Cancer mum needs $50k
Family seek help to pay for lifeprolonging therapy
The partner of a young mother diagnosed with a rare cancer is pleading for help to give the woman he loves another chance at life. Daniel Milo, of Auckland, is asking anyone who will listen to help raise funds towards a $50,000 treatment that would help to prolong the life of his fiancee, Elaine Iketau.
“Please, please, please. I beg you. I plead to you,” he asks on a Givealittle page the family have set up.
“Please give my precious fiancee, our kids’ perfect mum, a chance at life and living longer with us.
“Your generosity will secure Elaine the treatment she desperately needs.”
Iketau, 31, last month received the devastating news that she had an incurable cancer: stage 4 pancreatic neuroendocrine carcinoid cancer.
It is the same rare disease Apple co-founder Steve Jobs succumbed to in 2011.
In Iketau’s case, a tumour has spread from her pancreas to her liver. Surgery is no longer an option, so controlling the cancer is the only way to prolong life and to give her more time with her children, partner and family.
Speaking to the Herald yesterday, Iketau did not know exactly how much time she had left, only that doctors had estimated “years”.
She gets emotional when speaking about her 9-year-old son Lalakai and 6-year-old daughter Lorielle.
“I want to be a grandma. I want to see my kids be adults. They know that
To help Elaine
I’m not well. They know that mummy’s sick. But I’ve got a lot of hope and prayers.”
She is yet to start chemotherapy, but has been found to be eligible for a treatment recommended by her oncologist and dubbed peptide receptor radionuclide therapy.
The treatment, however, is not funded in New Zealand and will cost $50,000. She will have to travel to Australia to have it done, if the money is raised.
Iketau, who left her job as a call centre operator after the diagnosis, insists she and Milo are coping with rent, utility and grocery bills. They have good family support and had three jobs between them.
But they say the cost of the treatment is “money we don’t have”. They admit it’s hard asking for help, “but please share”.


• _THE TASK_
Every entry below must be repeated exactly; skip the pictures.

• _RECORDS TO USE_
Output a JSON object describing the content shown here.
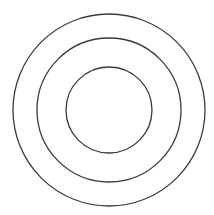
{
  "diagram": {
    "type": "concentric-circles",
    "background": "#ffffff",
    "stroke_color": "#3a3a3a",
    "center": [
      109,
      110
    ],
    "circles": [
      {
        "name": "outer",
        "r": 96
      },
      {
        "name": "middle",
        "r": 72
      },
      {
        "name": "inner",
        "r": 43
      }
    ]
  }
}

• _RESPONSE TO THE TASK_
Output a JSON object describing the content shown here.
{
  "diagram": {
    "type": "concentric-circles",
    "background": "#ffffff",
    "stroke_color": "#3a3a3a",
    "center": [
      109,
      110
    ],
    "circles": [
      {
        "name": "outer",
        "r": 96
      },
      {
        "name": "middle",
        "r": 72
      },
      {
        "name": "inner",
        "r": 43
      }
    ]
  }
}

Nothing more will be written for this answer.